Programmer Thoughts

By John Dickinson

Cloud Files Object Copy

November 19, 2009

Update: This post is outdated and the referenced github branches no longer exist. The functionality described herein is now supported server-side in the latest version of Cloud Files (http://launchpad.net/swift. See my newer post for more details.

Cloud Files does not currently support object copying. However, a simple workaround is to re-upload the file with the new name. Implementing this workaround may be inconvenient, and one may miss some things like ensuring that metadata is updated. I have added a copy feature to my fork of the python-cloudfiles API that takes care of these details. This is a convenience function only and is not officially supported by Rackspace. Keep in mind that billable bandwidth will be used (unless the servicenet flag is set in the API). One option for renaming large files is to spin up a small Cloud server, use the API to copy over servicenet, and spin down the server. At $0.015 per hour, one could run a 256MB instance for 100 hours before equalling the transfer cost for copying one 5GB (Cloud Files max size) file over the billed network.

My python-cloudfiles fork on github: python-cloudfiles.

Example script that copies the last file in a container to another container:

 1 import cloudfiles
 2 conn = cloudfiles.get_connection(username='myname', api_key='mykey')
 3 container_name = 'example_container'
 4 another_container = 'example_container2'
 5 c = conn.get_container(container_name)
 6 l = c.list_objects()
 7 o = c.get_object(l[-1])
 8 new_path = '%s/%s' % (another_container, o.name)
 9 o.copy_to(new_path)
10 print 'copied', l[-1], 'to', new_path
11 new_list = conn.get_container(another_container).list_objects()
12 print new_list
13 assert o.name in new_list

This work is licensed under a Creative Commons Attribution 3.0 Unported License.

The thoughts expressed here are my own and do not necessarily represent those of my employer.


TASK BRIEF >> Across the listing below, how many lines contain "point"? Answer with the number and nothing else.

----

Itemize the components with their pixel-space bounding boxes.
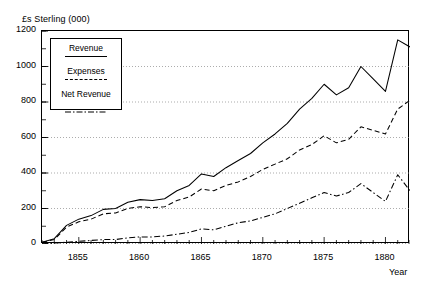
- x-tick-1860: 1860: [119, 252, 159, 262]
- y-tick-0: 0: [2, 237, 36, 247]
- legend-item-dashdot[interactable]: Net Revenue: [51, 89, 121, 104]
- x-tick-1880: 1880: [364, 252, 404, 262]
- legend-swatch-solid-icon: [65, 56, 107, 57]
- x-tick-1865: 1865: [180, 252, 220, 262]
- x-tick-1875: 1875: [303, 252, 343, 262]
- y-tick-200: 200: [2, 202, 36, 212]
- legend-label: Revenue: [51, 43, 121, 53]
- y-tick-1000: 1000: [2, 60, 36, 70]
- axis-major-ticks: [42, 31, 48, 244]
- x-axis-title: Year: [389, 267, 407, 277]
- y-tick-600: 600: [2, 131, 36, 141]
- x-tick-1855: 1855: [58, 252, 98, 262]
- legend-label: Expenses: [51, 66, 121, 76]
- y-axis-title: £s Sterling (000): [22, 14, 90, 24]
- y-tick-400: 400: [2, 166, 36, 176]
- y-tick-1200: 1200: [2, 24, 36, 34]
- legend-item-solid[interactable]: Revenue: [51, 43, 121, 57]
- y-tick-800: 800: [2, 95, 36, 105]
- x-tick-1870: 1870: [242, 252, 282, 262]
- chart-legend: RevenueExpensesNet Revenue: [50, 38, 122, 110]
- legend-item-dashed[interactable]: Expenses: [51, 66, 121, 80]
- figure-container: £s Sterling (000) Year 02004006008001000…: [0, 0, 427, 297]
- legend-swatch-dashed-icon: [65, 79, 107, 80]
- legend-swatch-dashdot-icon: [65, 100, 107, 104]
- legend-label: Net Revenue: [51, 89, 121, 99]
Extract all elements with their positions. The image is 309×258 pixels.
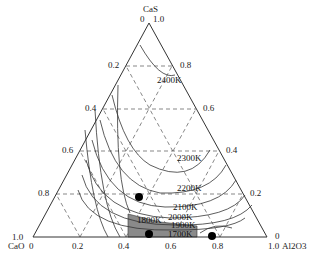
isotherm-label: 1700K	[168, 229, 193, 239]
bottom-tick: 0.8	[212, 241, 224, 251]
left-tick: 0.2	[108, 60, 119, 70]
bottom-tick: 0.6	[165, 241, 177, 251]
left-tick: 0.8	[38, 188, 50, 198]
right-tick: 0.4	[226, 145, 238, 155]
bottom-tick: 0.2	[72, 241, 83, 251]
left-tick: 0.4	[85, 103, 97, 113]
isotherm-label: 2100K	[173, 202, 198, 212]
vertex-label-cas: CaS	[143, 4, 158, 14]
right-tick: 0.2	[250, 188, 261, 198]
vertex-label-cao: CaO	[8, 241, 25, 251]
isotherm-curves	[78, 45, 252, 237]
right-bottom-value: 1.0	[268, 241, 280, 251]
data-point	[208, 232, 216, 240]
vertex-label-al2o3: Al2O3	[282, 241, 307, 251]
isotherm-label: 2200K	[177, 183, 202, 193]
isotherm-label: 1800K	[137, 215, 162, 225]
right-value: 0	[275, 231, 280, 241]
right-tick: 0.8	[180, 60, 192, 70]
left-bottom-value: 0	[29, 241, 34, 251]
ternary-diagram: CaS 0 1.0 1.0 CaO 0 0 1.0 Al2O3 0.2 0.4 …	[0, 0, 309, 258]
bottom-tick: 0.4	[118, 241, 130, 251]
right-tick: 0.6	[203, 103, 215, 113]
isotherm-label: 2300K	[177, 153, 202, 163]
data-point	[135, 193, 143, 201]
grid-lines	[56, 66, 243, 237]
top-left-value: 0	[140, 14, 145, 24]
data-point	[145, 230, 153, 238]
left-tick: 0.6	[62, 145, 74, 155]
isotherm-label: 2400K	[157, 75, 182, 85]
top-right-value: 1.0	[153, 14, 165, 24]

----

RESULT FOR THIS TASK >> 3